Q. Which reminds me of an old joke: what do you get when you cross the Titanic and the Atlantic Ocean?
A. About halfway.
I watched C-beams glitter in the dark near the Tannhauser gate.
They forgot to add in the additional weight of the coconuts.
Bowie J. Poag
Yeah, what onboard sensors would be those, intuition and luck?
You know you're reading Slashdot when "GPS" and "FAI" are assumed to require less background info than "Newfoundland".
In the news today a nearly blind and deaf man was arrested for terrorist acts after his home built guided missile traveled the atlantic and started a fire at a shoreside housing complex, a terrorized elderly couple lost 16 cats in the fierce blaze.
A potential terrorist device?
I can see it now. Our next military campaign will be to eradicate model airplane building materials from the rest of the globe.
After they make the flight and decide to sell the plane:
"So, you boyus used to work for NASA, huh?"
"Yep."
"Well I dont really know if this is the kind of plane I'm looking for. You say it get's 3,000 miles per gallon?
"About that."
"I'm really in the market for something that gets more like 4,000 miles to the gallon. Plus it looks real used, what with all the bird crap and scratches on it. I'll give ya 50 bucks."
"But we made a world record with this!!"
"Yeah but the paint is chipped. 60 bucks is my final offer."
"Fine, we'll take it. There's oour retirement!"
-Valiss
"Oh, wait, 11 *pounds*? Damn, we did all our calculations for an 11 *kilo* plane!" (sound of a spash)
"Only two things are infinite, the universe and human stupidity, and I'm not sure about the former."
They launched 3 last year, and are launching 4 this year. It would be really stupid to launch them an hour apart -- oops, one storm just took out all of your planes at once.
Bitchslapped. Neat.
Some poor Irish guy is gonna be standing on the beach all alone, get nailed in the head with a model plane, and get REALLY confused.
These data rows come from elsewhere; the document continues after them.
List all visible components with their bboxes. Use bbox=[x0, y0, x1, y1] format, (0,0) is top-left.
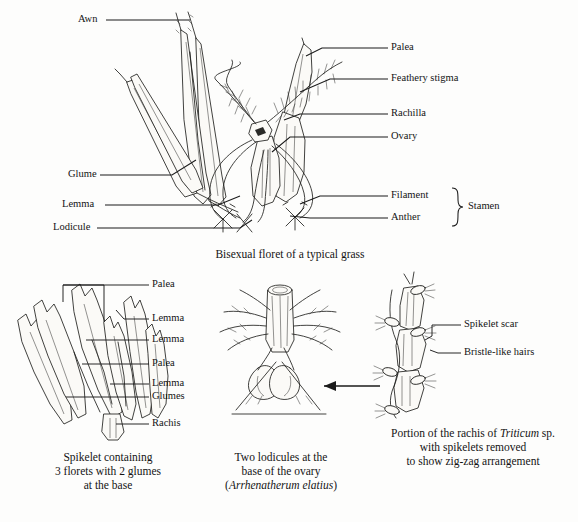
label-palea-floret: Palea bbox=[391, 42, 414, 53]
floret-core bbox=[210, 38, 342, 232]
pointer-arrow bbox=[324, 381, 380, 391]
caption-lodicules-line3: (Arrhenatherum elatius) bbox=[196, 478, 366, 492]
label-rachilla: Rachilla bbox=[391, 108, 426, 119]
label-stamen: Stamen bbox=[468, 201, 500, 212]
caption-rachis-prefix: Portion of the rachis of bbox=[391, 427, 500, 439]
caption-lodicules: Two lodicules at the base of the ovary (… bbox=[196, 450, 366, 492]
label-feathery-stigma: Feathery stigma bbox=[391, 73, 458, 84]
rachis-leader-lines bbox=[425, 325, 461, 353]
caption-spikelet-line1: Spikelet containing bbox=[8, 450, 208, 464]
label-spikelet-palea-2: Palea bbox=[152, 358, 175, 369]
caption-spikelet-line2: 3 florets with 2 glumes bbox=[8, 464, 208, 478]
caption-spikelet-line3: at the base bbox=[8, 478, 208, 492]
label-spikelet-lemma-2: Lemma bbox=[152, 334, 184, 345]
label-filament: Filament bbox=[391, 190, 428, 201]
label-spikelet-scar: Spikelet scar bbox=[464, 319, 518, 330]
caption-rachis-line2: with spikelets removed bbox=[368, 440, 578, 454]
label-awn: Awn bbox=[78, 14, 97, 25]
label-rachis: Rachis bbox=[152, 418, 181, 429]
caption-lodicules-line1: Two lodicules at the bbox=[196, 450, 366, 464]
species-paren-close: ) bbox=[333, 479, 337, 491]
label-anther: Anther bbox=[391, 212, 420, 223]
label-lodicule: Lodicule bbox=[53, 222, 90, 233]
caption-bisexual-floret: Bisexual floret of a typical grass bbox=[160, 247, 420, 261]
label-ovary: Ovary bbox=[391, 131, 417, 142]
label-spikelet-lemma-3: Lemma bbox=[152, 378, 184, 389]
label-spikelet-lemma-1: Lemma bbox=[152, 313, 184, 324]
label-spikelet-palea-1: Palea bbox=[152, 279, 175, 290]
caption-rachis: Portion of the rachis of Triticum sp. wi… bbox=[368, 426, 578, 468]
rachis-drawing bbox=[373, 272, 461, 418]
stamen-brace bbox=[452, 188, 463, 226]
label-glume: Glume bbox=[68, 169, 97, 180]
leader-lines-left bbox=[97, 20, 252, 228]
spikelet-drawing bbox=[18, 284, 168, 440]
caption-spikelet: Spikelet containing 3 florets with 2 glu… bbox=[8, 450, 208, 492]
label-glumes: Glumes bbox=[152, 391, 185, 402]
species-triticum: Triticum bbox=[500, 427, 539, 439]
feathery-stigma-left bbox=[215, 60, 256, 124]
caption-rachis-line1: Portion of the rachis of Triticum sp. bbox=[368, 426, 578, 440]
label-lemma: Lemma bbox=[62, 199, 94, 210]
caption-rachis-line3: to show zig-zag arrangement bbox=[368, 454, 578, 468]
caption-lodicules-line2: base of the ovary bbox=[196, 464, 366, 478]
lodicules-drawing bbox=[220, 285, 380, 414]
caption-rachis-suffix: sp. bbox=[539, 427, 555, 439]
species-arrhenatherum: Arrhenatherum elatius bbox=[229, 479, 333, 491]
label-bristle-like-hairs: Bristle-like hairs bbox=[464, 347, 534, 358]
Defender of Microsoft and Communism!!!
They forgot to add in the additional weight of the coconuts.
The problem wasn't that they forgot. The problem was that one engineer used Metric Coconuts and another engineer used British Standard Coconuts.
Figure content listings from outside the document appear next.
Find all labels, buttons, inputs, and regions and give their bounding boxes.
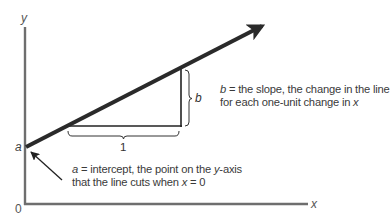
intercept-annotation-line1-end: -axis xyxy=(219,163,242,175)
intercept-annotation-line2-end: = 0 xyxy=(187,176,205,188)
y-axis-label: y xyxy=(21,12,27,24)
run-bracket-label: 1 xyxy=(120,142,126,154)
intercept-annotation-line1: = intercept, the point on the xyxy=(78,163,214,175)
slope-annotation-line2-var: x xyxy=(353,96,358,108)
intercept-annotation: a = intercept, the point on the y-axis t… xyxy=(72,164,242,190)
rise-bracket-label: b xyxy=(195,92,202,104)
slope-annotation-line2: for each one-unit change in xyxy=(220,96,353,108)
run-bracket xyxy=(68,131,179,139)
intercept-pointer-arrow xyxy=(31,152,62,180)
x-axis-label: x xyxy=(311,198,317,210)
slope-annotation: b = the slope, the change in the line fo… xyxy=(220,84,390,110)
origin-label: 0 xyxy=(15,203,22,215)
rise-bracket xyxy=(185,70,192,126)
intercept-annotation-line2: that the line cuts when xyxy=(72,176,182,188)
slope-annotation-line1: = the slope, the change in the line xyxy=(226,83,390,95)
intercept-point-label: a xyxy=(15,141,22,153)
So, a cat is a 4-legged mammal with hair? Isn't that a woolly mammoth?
Nope, invalid logic.
Don't think of it as a flame---it's more like an argument that does 3d6 fire damage
>Based on the first two responses to this post, you'd think people had never heard of inertial
>navigation. With MEMS accelerometers it ought to be pretty light, too.
Pure 3 axis inertial navigation with a strapdown inertial measuring requires extreme precision. MEMS inertial units aren't even in the right ballpark. Mechanical stable platform inertial systems that actually rotated inside the vehicles didn't require awesomely accurate sensors, but they are big, heavy, and not as reliable.
It is a useful programming exercise to write a simulation of a strapdown inertial system and play with bias, noise, and nonlinearity errors (add cross axis coupling and acceleration effects for micromachined gyros for bonus points). Pick reasonable ranges and quantize to 12 bits, then integrate at 100 hz or so. You can start the simulation motionless, but in a minute it will be cruising along at 60 mph in some random direction, hundreds of feet from the start position. An hour later, it will be heading for Mars.
The low end inertial systems that have been moderately soccessful are done by removing gravity from the equation and just doing 2D navigation, and often using other sensors, like magnetometers instead of rate gyros for heading, or odometer readings instead of double integrating accelerometers. Double integration of interrelated noisy sensors with an implicit 1G acceleration is really more demanding than it would initially seem.
The only reason you wouldn't want to use GPS in an ocean crossing is if you are afraid a Bad Guy might be jamming the signals.